Pagina:8. Giovanni Oberti.pdf/4


THE LARGE DEVICE


September 2008, Dafne Boggeri creates an enormous and lowered carton ceiling: walking inside the Careof space, through a strained passagenote1 that forces odd and clumsy movements, the visitor has the feeling of being in a place of imagination, maybe in the insides of a large animal that produces minimal and gentle movements with it’s slow breathing.
September 2009, Mauro Vignando suspends at mid-air an exact reproduction of a coffered ceiling, like if it were a room with non-existing walls. The light of his seven lamps transforms the space into a magic box.
Semptember 2010, space is still the heart of the exhibition that Careof devotes to a young Italian artist at every season opening. Giovanni Oberti creates a large device composed of primary mechanisms that concur to a common purpose: to gather elementary particles dispersed in space, then to elaborate them and return them in a different form.


At the center of the gallery Oberti places the sculpture Untitled (Piedistallo per polvere), an about two meters high irregular pedestal act that collects the dust that deposits itself on its upper surface for the whole duration of the exhibition.
A neon shaped as the number eight set at the top of one of the four walls saturates the atmosphere with a warm glow. The continuous but barely perceptible flickering seems to almost animate the sinuous shape of the small sculpture.
Like an hourglass or a Möbius strip (or a Lemniscate) it sends back to the symbol of eternity, of infinity, of the constant transition of matter from one form to the other, metaphor of a stratified memory and therefore a recollection of the interior chronology of things. But it’s also an eight, which is the number of the planets of the solar system, the tips of the wind rose, in chemistry it’s the atomic number of oxygen, in nuclear physics it’s a magic number, in Christian symbolism the eighth day represents the transfiguration and the New Testament.
Through the use of more dehumidifiers the artist gathers the moisture present in the gallery space, in the warehouse, in the offices and then renews it every day creating a large puddle of water. This way he generates a perpetual cycle where everything is transformed, but just to turn back how it originally was: the water spilled on the floor evaporates, then it’s collected by the dehumidifiers, it spills again and then it evaporates once more. In this effort, the large device at every passage seizes, in a very subtle way, everything that lingers in the environment, it absorbs the light coming form the neon, it gathers part of the dust that deposits on the big sculpture, it assimilates the traces of the passing of visitors, of the architecture, of the walls... Everything enters a single circle of life and death, and as a large palindrome, its likely to be read and reread starting from one end or the other.
At the same time, day after day this big invisible machine deposits traces of limestone, mixed with dust and other sediments that draw on the floor irregular shapes placed one on top of the other, almost like jagged coasts eroded by continuous motion of the sea.
In those fragile forms just hinted on the floor, Oberti seems to narrate the relation between the elements that inhabit the space offering his own personal "translation", wich is not only a "reading" but most of all comprehension and synthesisnote2.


> [YOUR INSTRUCTIONS]
Would you transcribe each entry exactly as it stands, omitting the pictures?

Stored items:
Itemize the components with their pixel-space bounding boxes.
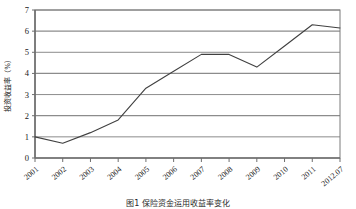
- x-tick-label: 2012.07: [320, 165, 346, 189]
- x-tick-label: 2007: [189, 165, 207, 182]
- y-tick-label: 4: [25, 68, 30, 78]
- line-chart: 01234567 2001200220032004200520062007200…: [0, 0, 356, 209]
- x-tick-label: 2003: [78, 165, 96, 182]
- x-tick-label: 2008: [216, 165, 234, 182]
- x-tick-label: 2001: [22, 165, 40, 182]
- y-tick-label: 3: [25, 90, 29, 100]
- y-tick-label: 6: [25, 26, 29, 36]
- y-tick-label: 1: [25, 132, 29, 142]
- x-tick-label: 2010: [272, 165, 290, 182]
- x-tick-label: 2006: [161, 165, 179, 182]
- figure-caption: 图1 保险资金运用收益率变化: [126, 198, 230, 208]
- x-tick-label: 2002: [50, 165, 68, 182]
- y-axis-label: 投资收益率（%）: [3, 56, 12, 112]
- y-tick-label: 7: [25, 5, 29, 15]
- x-axis-tick-labels: 2001200220032004200520062007200820092010…: [22, 165, 345, 189]
- x-tick-label: 2004: [105, 165, 123, 182]
- x-tick-label: 2011: [300, 165, 318, 182]
- y-axis-ticks: 01234567: [25, 5, 35, 163]
- x-tick-label: 2005: [133, 165, 151, 182]
- y-tick-label: 2: [25, 111, 29, 121]
- y-tick-label: 5: [25, 47, 29, 57]
- y-tick-label: 0: [25, 153, 29, 163]
- chart-figure: 01234567 2001200220032004200520062007200…: [0, 0, 356, 209]
- x-tick-label: 2009: [244, 165, 262, 182]
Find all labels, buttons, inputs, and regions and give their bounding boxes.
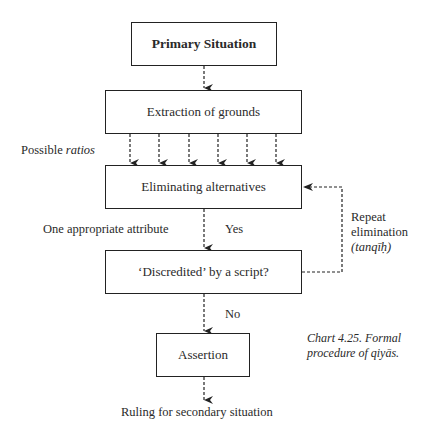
node-assertion-label: Assertion xyxy=(178,347,228,363)
node-assertion: Assertion xyxy=(156,333,250,377)
label-repeat-line2: elimination xyxy=(351,225,408,240)
label-possible-ratios: Possible ratios xyxy=(21,143,95,158)
label-one-appropriate-attribute: One appropriate attribute xyxy=(43,222,169,237)
node-primary-situation-label: Primary Situation xyxy=(152,36,257,52)
label-repeat-line1: Repeat xyxy=(351,210,408,225)
caption-line1-text: Formal xyxy=(365,331,401,345)
node-primary-situation: Primary Situation xyxy=(131,22,277,66)
caption-line2: procedure of qiyās. xyxy=(307,346,401,361)
caption-number: Chart 4.25. xyxy=(307,331,362,345)
label-no: No xyxy=(225,307,240,322)
label-ruling-secondary-situation: Ruling for secondary situation xyxy=(121,405,273,420)
label-possible-text: Possible xyxy=(21,143,63,157)
label-yes: Yes xyxy=(225,222,243,237)
label-tanqih: (tanqīḥ) xyxy=(351,240,408,255)
label-repeat-elimination: Repeat elimination (tanqīḥ) xyxy=(351,210,408,255)
node-extraction-of-grounds: Extraction of grounds xyxy=(105,90,302,134)
node-eliminating-alternatives: Eliminating alternatives xyxy=(105,165,302,209)
chart-caption: Chart 4.25. Formal procedure of qiyās. xyxy=(307,331,401,361)
label-ratios-text: ratios xyxy=(66,143,95,157)
node-extraction-label: Extraction of grounds xyxy=(147,104,260,120)
node-discredited-by-script: ‘Discredited’ by a script? xyxy=(105,250,302,294)
node-eliminating-label: Eliminating alternatives xyxy=(141,179,266,195)
node-discredited-label: ‘Discredited’ by a script? xyxy=(138,264,269,280)
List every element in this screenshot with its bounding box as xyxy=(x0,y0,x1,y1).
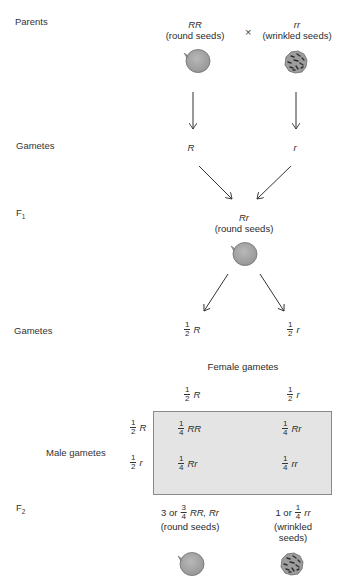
gamete-right: r xyxy=(293,142,296,153)
round-seed-icon xyxy=(184,50,210,73)
parent-left-label: RR (round seeds) xyxy=(166,19,225,41)
round-seed-icon xyxy=(178,553,204,576)
male-gametes-label: Male gametes xyxy=(46,447,106,458)
gamete-fraction-left: 12 R xyxy=(184,321,200,338)
f2-right-label: 1 or 14 rr (wrinkled seeds) xyxy=(265,504,321,543)
male-gamete-R: 12 R xyxy=(130,419,146,436)
row-label-f1: F1 xyxy=(16,207,25,220)
cross-symbol: × xyxy=(245,26,251,38)
parent-right-label: rr (wrinkled seeds) xyxy=(262,19,331,41)
phenotype: (wrinkled seeds) xyxy=(262,30,331,41)
gamete-fraction-right: 12 r xyxy=(287,321,300,338)
diagram-graphics: × xyxy=(0,0,349,584)
phenotype: (round seeds) xyxy=(166,30,225,41)
punnett-cell-Rr: 14 Rr xyxy=(282,420,301,437)
f1-label: Rr (round seeds) xyxy=(215,212,274,234)
female-gametes-label: Female gametes xyxy=(208,361,279,372)
round-seed-icon xyxy=(231,243,257,266)
row-label-parents: Parents xyxy=(15,16,48,27)
row-label-f2: F2 xyxy=(16,502,25,515)
row-label-gametes-2: Gametes xyxy=(14,325,53,336)
arrow-diverge-icon xyxy=(260,274,284,311)
wrinkled-seed-icon xyxy=(285,51,307,73)
female-gamete-r: 12 r xyxy=(287,386,300,403)
arrow-diverge-icon xyxy=(204,274,228,311)
male-gamete-r: 12 r xyxy=(130,454,143,471)
phenotype: (wrinkled seeds) xyxy=(265,521,321,543)
genotype: Rr xyxy=(215,212,274,223)
phenotype: (round seeds) xyxy=(215,223,274,234)
wrinkled-seed-icon xyxy=(281,553,303,575)
genotype: RR xyxy=(166,19,225,30)
punnett-cell-RR: 14 RR xyxy=(178,420,201,437)
gamete-left: R xyxy=(188,142,195,153)
row-label-gametes: Gametes xyxy=(16,140,55,151)
arrow-converge-icon xyxy=(199,166,232,199)
genotype: rr xyxy=(262,19,331,30)
punnett-cell-rr: 14 rr xyxy=(282,455,298,472)
punnett-square: 14 RR 14 Rr 14 Rr 14 rr xyxy=(153,411,332,495)
arrow-converge-icon xyxy=(257,166,291,199)
f2-left-label: 3 or 34 RR, Rr (round seeds) xyxy=(161,504,220,532)
punnett-cell-Rr: 14 Rr xyxy=(178,455,197,472)
female-gamete-R: 12 R xyxy=(184,386,200,403)
phenotype: (round seeds) xyxy=(161,521,220,532)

> [ANSWER BOX]
Itemize the components with their pixel-space bounding boxes.
- x-tick-label: 2012.07: [320, 165, 346, 189]
- x-tick-label: 2007: [189, 165, 207, 182]
- y-tick-label: 4: [25, 68, 30, 78]
- line-chart: 01234567 2001200220032004200520062007200…: [0, 0, 356, 209]
- x-tick-label: 2003: [78, 165, 96, 182]
- x-tick-label: 2008: [216, 165, 234, 182]
- x-tick-label: 2001: [22, 165, 40, 182]
- y-tick-label: 3: [25, 90, 29, 100]
- y-tick-label: 6: [25, 26, 29, 36]
- y-tick-label: 1: [25, 132, 29, 142]
- x-tick-label: 2010: [272, 165, 290, 182]
- x-tick-label: 2006: [161, 165, 179, 182]
- figure-caption: 图1 保险资金运用收益率变化: [126, 198, 230, 208]
- x-tick-label: 2002: [50, 165, 68, 182]
- y-axis-label: 投资收益率（%）: [3, 56, 12, 112]
- y-tick-label: 7: [25, 5, 29, 15]
- x-axis-tick-labels: 2001200220032004200520062007200820092010…: [22, 165, 345, 189]
- x-tick-label: 2004: [105, 165, 123, 182]
- x-tick-label: 2011: [300, 165, 318, 182]
- y-axis-ticks: 01234567: [25, 5, 35, 163]
- x-tick-label: 2005: [133, 165, 151, 182]
- y-tick-label: 2: [25, 111, 29, 121]
- y-tick-label: 5: [25, 47, 29, 57]
- y-tick-label: 0: [25, 153, 29, 163]
- chart-figure: 01234567 2001200220032004200520062007200…: [0, 0, 356, 209]
- x-tick-label: 2009: [244, 165, 262, 182]
Find all labels, buttons, inputs, and regions and give their bounding boxes.
node-assertion-label: Assertion xyxy=(178,347,228,363)
node-assertion: Assertion xyxy=(156,333,250,377)
label-repeat-line2: elimination xyxy=(351,225,408,240)
label-possible-ratios: Possible ratios xyxy=(21,143,95,158)
label-one-appropriate-attribute: One appropriate attribute xyxy=(43,222,169,237)
node-primary-situation-label: Primary Situation xyxy=(152,36,257,52)
label-repeat-line1: Repeat xyxy=(351,210,408,225)
caption-line1-text: Formal xyxy=(365,331,401,345)
node-primary-situation: Primary Situation xyxy=(131,22,277,66)
caption-line2: procedure of qiyās. xyxy=(307,346,401,361)
caption-number: Chart 4.25. xyxy=(307,331,362,345)
label-no: No xyxy=(225,307,240,322)
label-ruling-secondary-situation: Ruling for secondary situation xyxy=(121,405,273,420)
label-possible-text: Possible xyxy=(21,143,63,157)
label-yes: Yes xyxy=(225,222,243,237)
label-tanqih: (tanqīḥ) xyxy=(351,240,408,255)
label-repeat-elimination: Repeat elimination (tanqīḥ) xyxy=(351,210,408,255)
node-extraction-of-grounds: Extraction of grounds xyxy=(105,90,302,134)
node-eliminating-alternatives: Eliminating alternatives xyxy=(105,165,302,209)
chart-caption: Chart 4.25. Formal procedure of qiyās. xyxy=(307,331,401,361)
label-ratios-text: ratios xyxy=(66,143,95,157)
node-extraction-label: Extraction of grounds xyxy=(147,104,260,120)
node-discredited-by-script: ‘Discredited’ by a script? xyxy=(105,250,302,294)
node-eliminating-label: Eliminating alternatives xyxy=(141,179,266,195)
node-discredited-label: ‘Discredited’ by a script? xyxy=(138,264,269,280)
List every element in this screenshot with its bounding box as xyxy=(x0,y0,x1,y1).
gamete-right: r xyxy=(293,142,296,153)
round-seed-icon xyxy=(184,50,210,73)
parent-left-label: RR (round seeds) xyxy=(166,19,225,41)
round-seed-icon xyxy=(178,553,204,576)
male-gametes-label: Male gametes xyxy=(46,447,106,458)
gamete-fraction-left: 12 R xyxy=(184,321,200,338)
f2-right-label: 1 or 14 rr (wrinkled seeds) xyxy=(265,504,321,543)
male-gamete-R: 12 R xyxy=(130,419,146,436)
row-label-f1: F1 xyxy=(16,207,25,220)
cross-symbol: × xyxy=(245,26,251,38)
parent-right-label: rr (wrinkled seeds) xyxy=(262,19,331,41)
phenotype: (wrinkled seeds) xyxy=(262,30,331,41)
gamete-fraction-right: 12 r xyxy=(287,321,300,338)
diagram-graphics: × xyxy=(0,0,349,584)
phenotype: (round seeds) xyxy=(166,30,225,41)
punnett-cell-Rr: 14 Rr xyxy=(282,420,301,437)
f1-label: Rr (round seeds) xyxy=(215,212,274,234)
female-gametes-label: Female gametes xyxy=(208,361,279,372)
round-seed-icon xyxy=(231,243,257,266)
row-label-parents: Parents xyxy=(15,16,48,27)
row-label-f2: F2 xyxy=(16,502,25,515)
row-label-gametes-2: Gametes xyxy=(14,325,53,336)
arrow-diverge-icon xyxy=(260,274,284,311)
wrinkled-seed-icon xyxy=(285,51,307,73)
female-gamete-r: 12 r xyxy=(287,386,300,403)
arrow-diverge-icon xyxy=(204,274,228,311)
male-gamete-r: 12 r xyxy=(130,454,143,471)
phenotype: (wrinkled seeds) xyxy=(265,521,321,543)
genotype: Rr xyxy=(215,212,274,223)
phenotype: (round seeds) xyxy=(215,223,274,234)
wrinkled-seed-icon xyxy=(281,553,303,575)
genotype: RR xyxy=(166,19,225,30)
punnett-cell-RR: 14 RR xyxy=(178,420,201,437)
gamete-left: R xyxy=(188,142,195,153)
row-label-gametes: Gametes xyxy=(16,140,55,151)
arrow-converge-icon xyxy=(199,166,232,199)
genotype: rr xyxy=(262,19,331,30)
punnett-cell-rr: 14 rr xyxy=(282,455,298,472)
punnett-square: 14 RR 14 Rr 14 Rr 14 rr xyxy=(153,411,332,495)
arrow-converge-icon xyxy=(257,166,291,199)
f2-left-label: 3 or 34 RR, Rr (round seeds) xyxy=(161,504,220,532)
punnett-cell-Rr: 14 Rr xyxy=(178,455,197,472)
female-gamete-R: 12 R xyxy=(184,386,200,403)
phenotype: (round seeds) xyxy=(161,521,220,532)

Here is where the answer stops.